1 Samuel 17:1-3. The Philistine invasion

1. at Shochoh The scene of David's memorable combat is fixed with great exactness. The Philistine army marched up the wide valley of Elah to their rendezvous at Sochoh, and pitched their camp in Ephes-dammim (cp. 1 Chronicles 11:13). The valley of Elah is almost certainly the present Wady-es-Sunt, which runs in a N. W. direction from the hills of Judah near Hebron past the probable site of Gath (see note on ch. 1 Samuel 5:8) to the sea near Ashdod. "It took its name Elah of old from the Terebinth, of which the largest specimen we saw in Palestine still stands in the vicinity; just as it now takes its name es-Sunt from the acacias which are scattered in it." Robinson, Bibl, Res.
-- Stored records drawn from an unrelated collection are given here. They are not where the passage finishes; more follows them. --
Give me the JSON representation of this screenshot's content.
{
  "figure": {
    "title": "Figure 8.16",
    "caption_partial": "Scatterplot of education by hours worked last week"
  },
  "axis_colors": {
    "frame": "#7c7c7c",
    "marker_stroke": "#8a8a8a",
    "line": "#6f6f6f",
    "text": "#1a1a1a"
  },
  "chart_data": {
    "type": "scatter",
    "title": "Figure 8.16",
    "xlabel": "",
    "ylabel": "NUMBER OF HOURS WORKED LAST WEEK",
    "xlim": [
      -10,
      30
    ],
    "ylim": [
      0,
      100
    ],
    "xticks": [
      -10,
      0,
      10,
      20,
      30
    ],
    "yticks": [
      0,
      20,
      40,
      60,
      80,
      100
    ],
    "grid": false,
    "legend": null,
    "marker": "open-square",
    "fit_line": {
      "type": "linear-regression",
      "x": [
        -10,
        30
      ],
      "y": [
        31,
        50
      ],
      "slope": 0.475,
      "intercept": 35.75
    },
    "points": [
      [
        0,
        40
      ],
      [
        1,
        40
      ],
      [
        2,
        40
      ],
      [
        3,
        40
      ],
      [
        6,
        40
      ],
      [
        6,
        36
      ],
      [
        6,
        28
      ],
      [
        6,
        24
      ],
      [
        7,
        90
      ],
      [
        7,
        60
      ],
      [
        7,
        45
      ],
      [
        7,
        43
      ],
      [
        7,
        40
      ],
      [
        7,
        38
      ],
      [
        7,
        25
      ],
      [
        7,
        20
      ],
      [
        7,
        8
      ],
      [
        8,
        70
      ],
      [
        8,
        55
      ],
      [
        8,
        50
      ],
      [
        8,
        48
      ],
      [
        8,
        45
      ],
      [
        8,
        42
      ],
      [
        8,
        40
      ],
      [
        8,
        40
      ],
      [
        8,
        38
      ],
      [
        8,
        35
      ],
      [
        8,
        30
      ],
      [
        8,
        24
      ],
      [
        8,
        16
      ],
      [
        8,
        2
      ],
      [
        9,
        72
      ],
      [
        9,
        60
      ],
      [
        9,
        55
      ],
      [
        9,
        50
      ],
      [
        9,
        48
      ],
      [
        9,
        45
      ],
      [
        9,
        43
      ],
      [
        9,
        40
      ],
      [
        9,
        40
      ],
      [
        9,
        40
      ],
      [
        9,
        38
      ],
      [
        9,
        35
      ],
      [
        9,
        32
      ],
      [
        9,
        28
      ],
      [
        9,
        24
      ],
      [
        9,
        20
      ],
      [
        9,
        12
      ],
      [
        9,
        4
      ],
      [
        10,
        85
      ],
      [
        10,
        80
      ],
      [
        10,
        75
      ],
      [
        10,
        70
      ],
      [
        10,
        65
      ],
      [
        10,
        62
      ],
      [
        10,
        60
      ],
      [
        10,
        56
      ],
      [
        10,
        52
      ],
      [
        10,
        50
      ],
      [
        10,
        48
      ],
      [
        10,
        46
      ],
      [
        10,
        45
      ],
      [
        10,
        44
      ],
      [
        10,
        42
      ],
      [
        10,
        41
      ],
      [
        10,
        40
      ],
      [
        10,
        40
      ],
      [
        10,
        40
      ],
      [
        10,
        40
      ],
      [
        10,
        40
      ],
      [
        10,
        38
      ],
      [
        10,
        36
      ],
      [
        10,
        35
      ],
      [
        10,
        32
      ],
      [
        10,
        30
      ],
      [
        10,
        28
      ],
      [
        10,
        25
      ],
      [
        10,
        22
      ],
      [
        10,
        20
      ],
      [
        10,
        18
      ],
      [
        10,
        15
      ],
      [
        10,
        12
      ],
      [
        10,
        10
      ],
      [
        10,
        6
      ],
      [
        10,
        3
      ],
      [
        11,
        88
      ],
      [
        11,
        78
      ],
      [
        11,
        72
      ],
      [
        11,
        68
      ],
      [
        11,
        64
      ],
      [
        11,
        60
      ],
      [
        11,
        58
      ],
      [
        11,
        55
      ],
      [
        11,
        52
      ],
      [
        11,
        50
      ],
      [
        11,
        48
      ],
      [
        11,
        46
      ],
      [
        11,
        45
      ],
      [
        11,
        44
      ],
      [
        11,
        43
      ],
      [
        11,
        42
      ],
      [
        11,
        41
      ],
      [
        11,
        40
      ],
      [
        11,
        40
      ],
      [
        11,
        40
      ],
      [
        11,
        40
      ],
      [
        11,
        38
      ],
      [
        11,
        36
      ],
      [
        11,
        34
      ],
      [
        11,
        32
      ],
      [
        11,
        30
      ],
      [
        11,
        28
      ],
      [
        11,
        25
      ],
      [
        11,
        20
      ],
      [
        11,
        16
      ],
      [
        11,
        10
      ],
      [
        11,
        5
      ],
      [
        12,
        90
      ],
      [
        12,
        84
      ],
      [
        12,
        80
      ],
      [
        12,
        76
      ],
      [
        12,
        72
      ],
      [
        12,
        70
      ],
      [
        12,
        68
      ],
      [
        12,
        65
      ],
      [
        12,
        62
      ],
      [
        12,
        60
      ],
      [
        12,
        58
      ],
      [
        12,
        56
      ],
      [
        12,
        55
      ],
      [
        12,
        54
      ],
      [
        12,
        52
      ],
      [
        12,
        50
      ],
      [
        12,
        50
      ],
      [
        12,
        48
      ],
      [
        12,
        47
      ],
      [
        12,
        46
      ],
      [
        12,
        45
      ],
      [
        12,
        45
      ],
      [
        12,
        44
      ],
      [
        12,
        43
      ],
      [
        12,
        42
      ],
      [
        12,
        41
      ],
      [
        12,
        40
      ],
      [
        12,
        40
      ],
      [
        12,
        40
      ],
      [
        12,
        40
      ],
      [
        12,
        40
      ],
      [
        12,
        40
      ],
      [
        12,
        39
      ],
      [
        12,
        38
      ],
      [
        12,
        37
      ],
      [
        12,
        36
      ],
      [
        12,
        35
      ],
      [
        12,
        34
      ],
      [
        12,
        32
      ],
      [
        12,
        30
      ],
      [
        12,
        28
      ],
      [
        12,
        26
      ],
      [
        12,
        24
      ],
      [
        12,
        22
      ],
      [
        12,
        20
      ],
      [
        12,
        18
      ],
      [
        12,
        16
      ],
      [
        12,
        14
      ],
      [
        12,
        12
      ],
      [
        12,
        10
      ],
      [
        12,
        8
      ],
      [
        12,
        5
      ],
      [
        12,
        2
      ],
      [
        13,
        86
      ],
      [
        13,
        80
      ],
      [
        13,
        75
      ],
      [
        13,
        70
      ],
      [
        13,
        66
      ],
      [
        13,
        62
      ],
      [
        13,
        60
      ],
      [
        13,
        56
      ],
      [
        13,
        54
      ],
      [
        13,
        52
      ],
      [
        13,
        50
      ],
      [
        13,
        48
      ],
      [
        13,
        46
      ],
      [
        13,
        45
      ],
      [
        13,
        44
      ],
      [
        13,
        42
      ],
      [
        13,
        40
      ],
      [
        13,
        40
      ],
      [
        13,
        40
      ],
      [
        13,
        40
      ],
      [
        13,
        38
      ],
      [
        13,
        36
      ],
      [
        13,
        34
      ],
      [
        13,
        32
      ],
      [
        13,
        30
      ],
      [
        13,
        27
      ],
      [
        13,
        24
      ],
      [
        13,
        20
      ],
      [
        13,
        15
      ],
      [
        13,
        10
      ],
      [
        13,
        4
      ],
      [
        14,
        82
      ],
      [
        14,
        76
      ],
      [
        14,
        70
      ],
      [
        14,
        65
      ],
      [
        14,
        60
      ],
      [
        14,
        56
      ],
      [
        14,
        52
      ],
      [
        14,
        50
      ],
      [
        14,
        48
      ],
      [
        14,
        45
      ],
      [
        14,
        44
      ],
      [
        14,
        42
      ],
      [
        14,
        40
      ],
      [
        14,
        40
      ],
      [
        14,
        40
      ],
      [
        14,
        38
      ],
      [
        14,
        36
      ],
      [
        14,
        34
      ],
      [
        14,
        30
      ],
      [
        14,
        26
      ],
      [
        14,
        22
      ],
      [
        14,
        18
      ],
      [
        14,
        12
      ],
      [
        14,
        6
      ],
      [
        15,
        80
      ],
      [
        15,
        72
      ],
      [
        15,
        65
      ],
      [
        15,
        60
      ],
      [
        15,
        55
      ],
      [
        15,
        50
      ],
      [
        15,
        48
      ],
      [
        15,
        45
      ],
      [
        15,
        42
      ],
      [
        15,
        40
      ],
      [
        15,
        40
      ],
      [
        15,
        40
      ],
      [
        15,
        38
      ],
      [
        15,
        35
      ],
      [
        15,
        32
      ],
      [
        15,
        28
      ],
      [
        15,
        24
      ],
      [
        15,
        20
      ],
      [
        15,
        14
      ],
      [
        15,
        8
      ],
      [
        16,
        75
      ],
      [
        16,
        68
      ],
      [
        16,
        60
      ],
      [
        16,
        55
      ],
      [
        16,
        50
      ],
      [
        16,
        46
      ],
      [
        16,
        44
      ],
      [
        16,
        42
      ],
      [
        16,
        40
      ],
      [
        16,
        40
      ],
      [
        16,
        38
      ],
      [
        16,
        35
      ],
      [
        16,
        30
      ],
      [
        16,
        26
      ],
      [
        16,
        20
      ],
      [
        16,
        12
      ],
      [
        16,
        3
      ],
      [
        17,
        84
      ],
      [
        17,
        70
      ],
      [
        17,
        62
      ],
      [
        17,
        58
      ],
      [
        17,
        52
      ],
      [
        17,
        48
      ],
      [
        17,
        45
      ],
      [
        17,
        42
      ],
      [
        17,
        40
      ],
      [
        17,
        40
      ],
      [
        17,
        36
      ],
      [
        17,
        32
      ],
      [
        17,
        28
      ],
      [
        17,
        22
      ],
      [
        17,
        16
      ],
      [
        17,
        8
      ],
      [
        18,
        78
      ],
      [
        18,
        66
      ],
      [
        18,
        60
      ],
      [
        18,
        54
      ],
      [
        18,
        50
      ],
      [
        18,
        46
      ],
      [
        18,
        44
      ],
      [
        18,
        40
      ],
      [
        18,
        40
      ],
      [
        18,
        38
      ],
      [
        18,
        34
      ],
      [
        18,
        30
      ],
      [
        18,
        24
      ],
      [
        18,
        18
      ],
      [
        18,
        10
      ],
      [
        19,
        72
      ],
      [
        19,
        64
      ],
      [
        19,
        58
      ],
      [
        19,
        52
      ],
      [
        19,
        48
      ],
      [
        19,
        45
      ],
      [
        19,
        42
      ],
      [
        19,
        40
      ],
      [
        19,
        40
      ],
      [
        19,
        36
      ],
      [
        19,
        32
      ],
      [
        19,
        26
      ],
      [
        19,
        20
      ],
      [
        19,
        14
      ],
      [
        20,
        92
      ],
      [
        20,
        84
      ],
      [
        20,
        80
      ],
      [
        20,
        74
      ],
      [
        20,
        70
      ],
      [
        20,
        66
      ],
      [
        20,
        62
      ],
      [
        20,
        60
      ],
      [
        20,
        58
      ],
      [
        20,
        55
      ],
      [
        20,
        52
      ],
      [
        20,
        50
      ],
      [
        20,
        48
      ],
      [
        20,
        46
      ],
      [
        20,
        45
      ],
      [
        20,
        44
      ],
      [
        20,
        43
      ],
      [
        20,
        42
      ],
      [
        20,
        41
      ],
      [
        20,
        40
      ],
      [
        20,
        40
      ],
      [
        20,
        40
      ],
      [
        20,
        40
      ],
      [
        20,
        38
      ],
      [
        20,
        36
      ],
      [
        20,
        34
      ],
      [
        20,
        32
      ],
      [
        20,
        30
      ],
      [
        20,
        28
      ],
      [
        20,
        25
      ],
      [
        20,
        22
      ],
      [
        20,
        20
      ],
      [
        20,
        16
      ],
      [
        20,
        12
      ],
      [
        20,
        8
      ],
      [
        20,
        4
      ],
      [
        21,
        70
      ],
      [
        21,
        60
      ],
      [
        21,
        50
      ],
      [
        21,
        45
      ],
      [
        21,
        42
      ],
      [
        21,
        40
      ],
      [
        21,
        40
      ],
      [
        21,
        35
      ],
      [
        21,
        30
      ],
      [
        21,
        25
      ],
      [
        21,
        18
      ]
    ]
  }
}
II. 21. Sochoh is the modern Shuweikeh, about 16 miles S.W. of Jerusalem on the road to Gaza. Azekah is mentioned in Joshua 10:10 in connexion with the rout of the Philistines in the battle of Beth-horon, but the site is uncertain. "Of the name Ephes-dammim we have perhaps a trace In the modern Beit Fased, or -House of Bleeding," near Sochoh." Conder's Tent Work, II. 160. The name, which signifies "boundary of blood," was probably due to its being the scene of frequent skirmishes with the Philistines.